The proliferation of social media, mobile devices, and cloud computing is pushing the traditional data center to its limits. Software-defined networking is “the network industry’s response to a problem that spans a couple of decades,” explained Jason Baudreau, project strategist at NetBrain. That problem is troubleshooting issues when they arise.
It is essentially an effort to catch up with the virtualization that has been happening in the industry over the years. According to Baudreau, SDN has the potential to revolutionize those data centers and provide a more flexible way of provisioning and controlling networks.
SDN allows for networked applications and services to be delivered at the speed that both businesses and consumers are demanding, Baudrau said.
Baudreau believes that the industry is moving to SDN, whether operations teams are ready to embrace that or not.
According to Baudreau, the biggest downside comes when the need to troubleshoot the network arises. “These software-defined networks, they bring a high degree of abstraction to the network since devices are configured and managed by that central controller,” said Baudrau.
Physical devices that network operators used to be able to touch and feel are now virtualized, making it difficult to answer basic questions, such as ‘what’s in my network?’ Inventory and documentation are made challenging in these virtualized environments.
Application issues are the most common reason for help desk calls, so SDN is making the process of troubleshooting end-user problems more complex as well. “We’re hearing a lot from customers that being able to map the application task across a network becomes very complex,” said Baudreau. “Again, since SDN is a lot of abstraction, it makes this very challenging. And so tasks that were already difficult and time-consuming, like mapping, become even more challenging in software-defined infrastructures.”
Baudreau says that the solution to this problem is abstraction and visibility. Whether the network complexity you are trying to solve with SDN is a result of network scale or has been brought on by new technologies, visibility is key.
Visibility used to be considered something that was nice to have, but “the industry is hitting a tipping point where automated network documentation is now becoming a must-have, just for teams to grapple with the complexity of this SDN infrastructure that they’re trying to deal with,” said Baudreau.
Baudreau said he also sees that there is a need for better collaboration across these teams as they ramp up on new technology. The solutions that allow people to share knowledge are very few and far between currently, he said.
As infrastructure gets handed off to other teams to manage the day-to-day aspects, there is a challenge associated with that handoff. The knowledge that the architect who designed it had isn’t always translated to the network operations team that now has to manage it, he explained.
“I think there’s a need for tools that can provide a way for these people to codify their knowledge, if you will, and to make that knowledge executable, and I think that’s where automation comes in,” said Baudreau.
Finally, there is a need for tools that integrate to solve complex problems. For example, a monitoring tool that looks for events that can integrate with a diagnostics tool can provide real-time analytics in the event that there is a problem.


• _Directions_:
Give the records below again, exactly as they appear.

• _Data under study_:
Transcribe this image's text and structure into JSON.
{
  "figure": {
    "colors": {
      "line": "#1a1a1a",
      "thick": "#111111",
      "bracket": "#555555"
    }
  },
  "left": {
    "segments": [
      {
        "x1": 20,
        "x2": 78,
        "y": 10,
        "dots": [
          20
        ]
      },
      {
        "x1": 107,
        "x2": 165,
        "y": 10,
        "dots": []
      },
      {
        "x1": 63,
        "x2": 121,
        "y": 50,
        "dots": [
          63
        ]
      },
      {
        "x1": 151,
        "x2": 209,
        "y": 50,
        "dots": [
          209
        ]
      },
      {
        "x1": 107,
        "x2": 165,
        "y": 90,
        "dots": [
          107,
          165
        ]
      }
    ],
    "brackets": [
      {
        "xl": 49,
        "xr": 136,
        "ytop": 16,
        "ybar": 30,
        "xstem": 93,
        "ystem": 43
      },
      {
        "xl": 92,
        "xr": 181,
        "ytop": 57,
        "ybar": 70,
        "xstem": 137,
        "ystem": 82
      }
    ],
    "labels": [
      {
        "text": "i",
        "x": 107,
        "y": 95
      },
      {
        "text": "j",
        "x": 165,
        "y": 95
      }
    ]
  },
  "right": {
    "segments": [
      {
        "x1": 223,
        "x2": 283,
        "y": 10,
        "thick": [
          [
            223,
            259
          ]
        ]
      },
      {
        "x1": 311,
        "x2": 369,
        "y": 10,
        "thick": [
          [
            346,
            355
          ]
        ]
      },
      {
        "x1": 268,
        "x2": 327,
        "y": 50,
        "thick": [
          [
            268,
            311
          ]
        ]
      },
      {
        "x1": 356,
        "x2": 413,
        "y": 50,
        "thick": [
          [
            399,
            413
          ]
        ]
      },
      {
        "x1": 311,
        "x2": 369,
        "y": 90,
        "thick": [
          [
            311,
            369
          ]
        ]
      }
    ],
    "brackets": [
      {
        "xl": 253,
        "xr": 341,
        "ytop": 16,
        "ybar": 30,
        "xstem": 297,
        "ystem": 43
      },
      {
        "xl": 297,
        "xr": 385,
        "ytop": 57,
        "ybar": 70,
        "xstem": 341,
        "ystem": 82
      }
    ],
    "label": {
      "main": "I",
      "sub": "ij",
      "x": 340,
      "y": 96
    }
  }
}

• _Answer for this exercise_:
Transcribe this image's text and structure into JSON.
{
  "figure": {
    "colors": {
      "line": "#1a1a1a",
      "thick": "#111111",
      "bracket": "#555555"
    }
  },
  "left": {
    "segments": [
      {
        "x1": 20,
        "x2": 78,
        "y": 10,
        "dots": [
          20
        ]
      },
      {
        "x1": 107,
        "x2": 165,
        "y": 10,
        "dots": []
      },
      {
        "x1": 63,
        "x2": 121,
        "y": 50,
        "dots": [
          63
        ]
      },
      {
        "x1": 151,
        "x2": 209,
        "y": 50,
        "dots": [
          209
        ]
      },
      {
        "x1": 107,
        "x2": 165,
        "y": 90,
        "dots": [
          107,
          165
        ]
      }
    ],
    "brackets": [
      {
        "xl": 49,
        "xr": 136,
        "ytop": 16,
        "ybar": 30,
        "xstem": 93,
        "ystem": 43
      },
      {
        "xl": 92,
        "xr": 181,
        "ytop": 57,
        "ybar": 70,
        "xstem": 137,
        "ystem": 82
      }
    ],
    "labels": [
      {
        "text": "i",
        "x": 107,
        "y": 95
      },
      {
        "text": "j",
        "x": 165,
        "y": 95
      }
    ]
  },
  "right": {
    "segments": [
      {
        "x1": 223,
        "x2": 283,
        "y": 10,
        "thick": [
          [
            223,
            259
          ]
        ]
      },
      {
        "x1": 311,
        "x2": 369,
        "y": 10,
        "thick": [
          [
            346,
            355
          ]
        ]
      },
      {
        "x1": 268,
        "x2": 327,
        "y": 50,
        "thick": [
          [
            268,
            311
          ]
        ]
      },
      {
        "x1": 356,
        "x2": 413,
        "y": 50,
        "thick": [
          [
            399,
            413
          ]
        ]
      },
      {
        "x1": 311,
        "x2": 369,
        "y": 90,
        "thick": [
          [
            311,
            369
          ]
        ]
      }
    ],
    "brackets": [
      {
        "xl": 253,
        "xr": 341,
        "ytop": 16,
        "ybar": 30,
        "xstem": 297,
        "ystem": 43
      },
      {
        "xl": 297,
        "xr": 385,
        "ytop": 57,
        "ybar": 70,
        "xstem": 341,
        "ystem": 82
      }
    ],
    "label": {
      "main": "I",
      "sub": "ij",
      "x": 340,
      "y": 96
    }
  }
}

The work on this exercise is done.